OIL MAN: PAINTINGS BY SEGUN AIYESAN
Curated by Zina Saro-Wiwa
Boys’ Quarters Project Space is delighted to present Oil Man: Paintings by Segun Aiyesan. This is Boys’ Quarters second ever exhibition and it features a series of powerful works on canvas by Port Harcourt- based painter, Segun Aiyesan. The show explores the ways in which psychology and landscape meet and interact. The works chosen for the show evoke the conflicts, exuberances and tensions that come with living in a city like Port Harcourt.
The show is titled “Oil Man” for many reasons. The oil industry affects the artistic and emotional ecosystem which in turn affects the art that is produced in the Niger Delta. Segun Aiyesan is one of the artists at the very nexus of this matrix. He himself used to work in the oil industry. In 1995 he could be found on a Chevron oil rig feeling bored and restless. He painted to keep himself busy and found that his work was very popular amongst his crew. After 1996 he gave up working for Chevron, settled down in Port Harcourt and began to paint full-time. He has never looked back.
As you walk into the first gallery you are confronted by four intense canvases featuring imposing male figures, only one of which has his eyes revealed. These eyes belong to “Otondo”, a work painted in 2013. The others’ eyes are occluded or shut. Segun talks about creating these male figures because he wanted to depict strength. But when you have spent even a little time with the works it is their vulnerability that strikes you despite the size, youth and physical prowess of the men depicted. The eyes of “Otondo" staring back at you, you notice, are reddened, perhaps from tears or weariness. The co-existence of power and vulnerability is expressed expertly by Aiyesan’s technique. Due to the heavy bas relief-type layering used on the men’s bodies, the skin looks almost three-dimensional yet lacerated. The wounds and tectonic layers suggesting accommodations, hardships and many lives lived. The works speak about the effect of the economic, social and physical environment on men and masculinity in the region.
Aiyesan has maintained a home and studio in Port Harcourt for just over twenty years although he hails from the East of the country. His inspiration comes from the people and his world around him. You may, therefore, find yourself thinking about the boys that roam the streets as street hawkers or the vendors trying to persuade you to enter their “Oga’s” mechanic shop or market stall. Young men with swagger, intensity and obvious strength, yet men that are struggling to survive in an expensive, competitive and sometimes dangerous city. Vulnerable to a system that does little to support them, they, nevertheless, survive due to the aforementioned strength that Segun has sought to capture.
In the second gallery lie works that depict the physical landscape. The back wall bears multiple pastoral scenes. One is accustomed to witnessing landscapes being sold on streets as mere tourist fare. Often they are sentimental objects devoid of individuality. Yet Aiyesan’s landscapes are turbulent, urgent and alive. Far from being objects that soothe, they challenge the viewer. The colors are vivid and emotive. The brushstrokes quick and visceral. Simply framed, each landscape is highly individual. The presentation of these miniatures at Boys’ Quarters features a rupture. A crack in the landscape, reflecting the broken promise of the Garden City. A disrupted and corrupted space.
“Purple Haze” (2013), the landscape adjacent to the wall of miniatures, does a similar thing. Depicting a riverine scene, the orange glow depicts, not a sunset but a gas flare such as the ones often found where oil is being drilled for in the Niger Delta. The glowing colors take on a menace with this knowledge. However Aiyesan states that he is not a political artist. He simply paints what is. Driven more by psychology than politics, Aiyesan enables us to mine the psychic and social environment in much more searing ways.
Opposite “Purple Haze” is the triptych: “Alcove of the Soul” (2013). A very different style of painting, this abstract depicts the landscape of the mind and soul. In the centre we see a figure, reminiscent of Lady Justice, pointing an accusing finger at a figure boxed in and surrounded by a hot red. A chasm looms ominously in the frame. A guilty figure, maybe. The painting on the left of the triptych we see a comparatively calm figure standing straight and surrounded by blue. Absolved. The tension is palpable. The work talks about the internal conflict the artist sometimes suffers. A conflict many of us negotiate daily as rules are bent by different people at different times in order to survive the city.
These stunning works come together to challenge our perception of environment. Expanding notions of where environment lives. Not just around us but on us and in us.
About The Artist
Born in Benin City in 1971, the second child among seven children, Segun Aiyesan is a self-taught artist who has been a full-time practicing artist since 1996. He trained as an engineer at the Obafemi Awolowo University, Ile-Ife and before 1996 worked as an oil rig engineer for Chevron but then went on to become a successful and prolific artist. Segun Aiyesan’s canvases display a masterful technique that reveals the deeply psychological approach he has to his art and his passionate interest in the life of the mind as well as the world around him.
He lives and works in Port Harcourt.
We are grateful to The African Arts Trust for their support for Boys’ Quarters Project Space and this exhibition.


• _What you are asked to do_:
Omit the images and reproduce the rest of the entries exactly.
——————————
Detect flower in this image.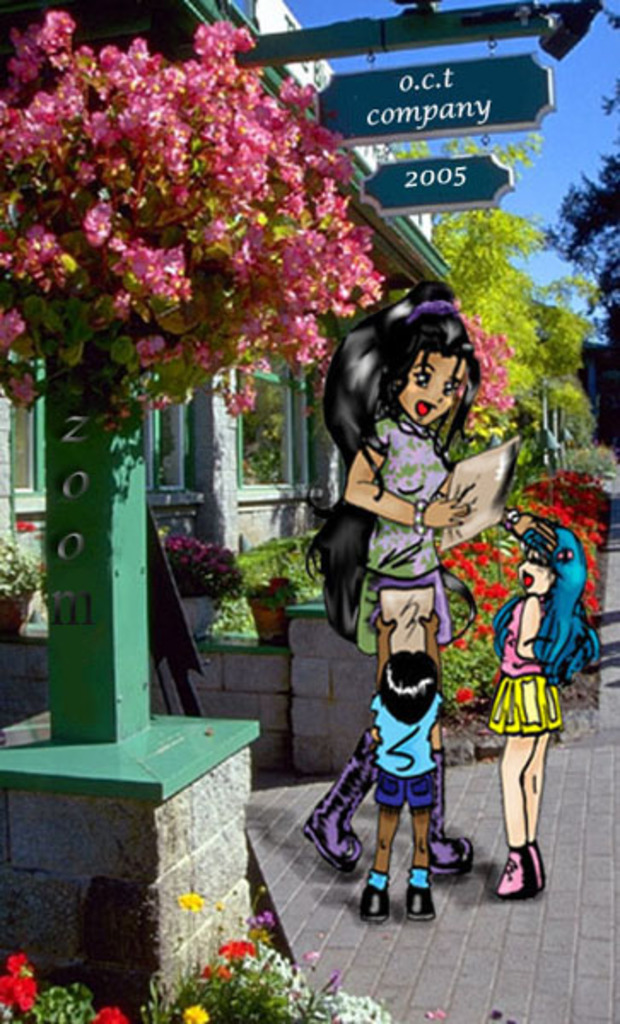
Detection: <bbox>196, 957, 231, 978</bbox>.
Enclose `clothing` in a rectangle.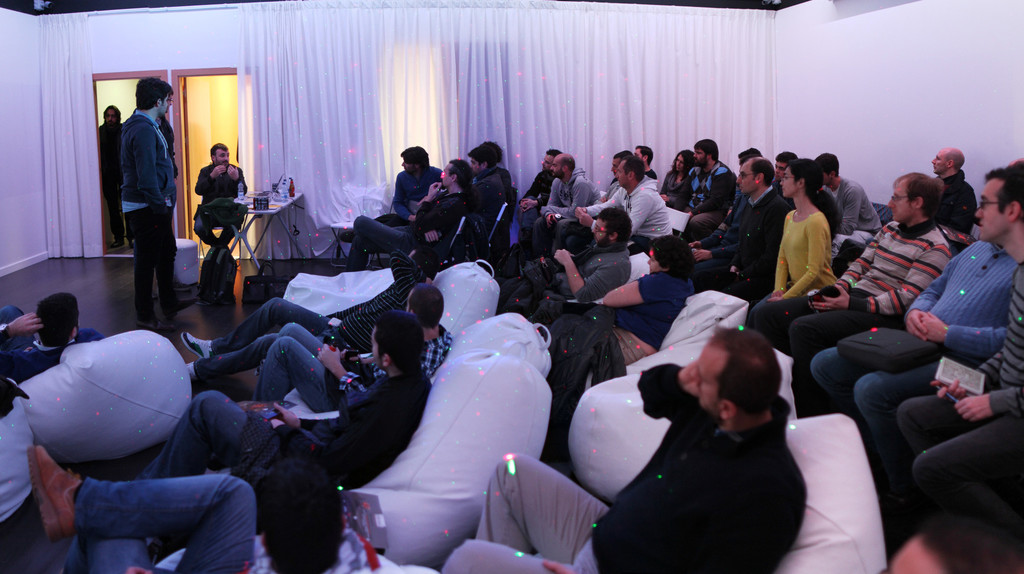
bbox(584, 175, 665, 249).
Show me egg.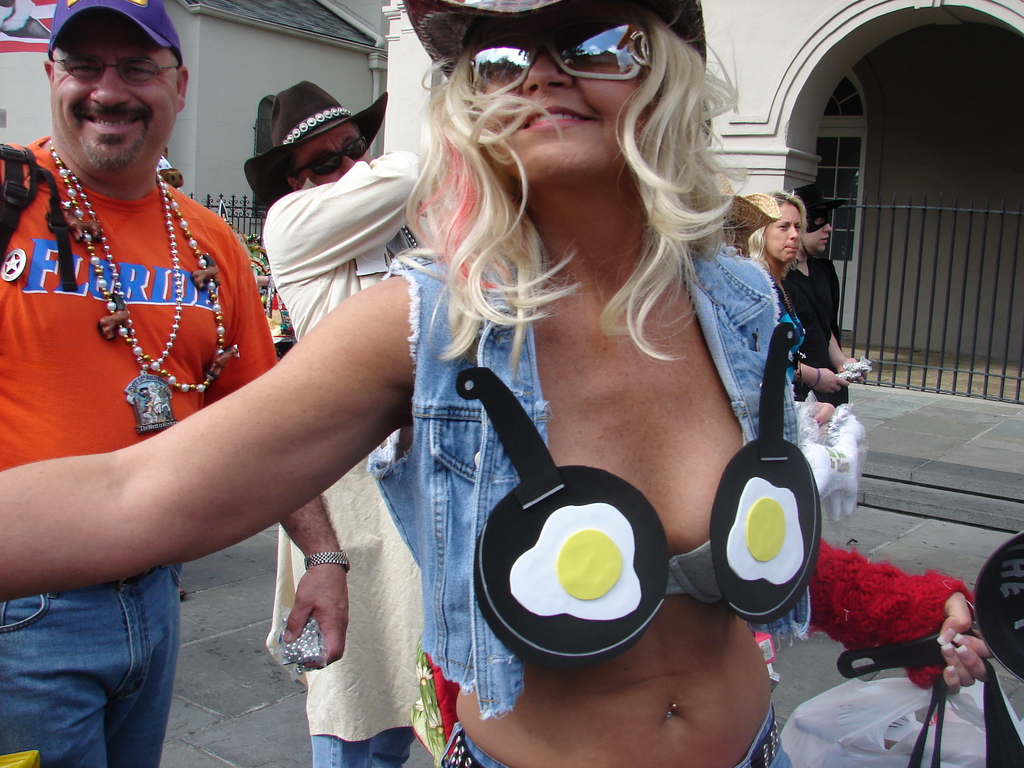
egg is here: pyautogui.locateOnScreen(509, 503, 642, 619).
——————————
• _Problem solution_:
Detect flower in this image.
Detection: <bbox>196, 957, 231, 978</bbox>.
Enclose `clothing` in a rectangle.
bbox(584, 175, 665, 249).
Show me egg.
egg is here: pyautogui.locateOnScreen(509, 503, 642, 619).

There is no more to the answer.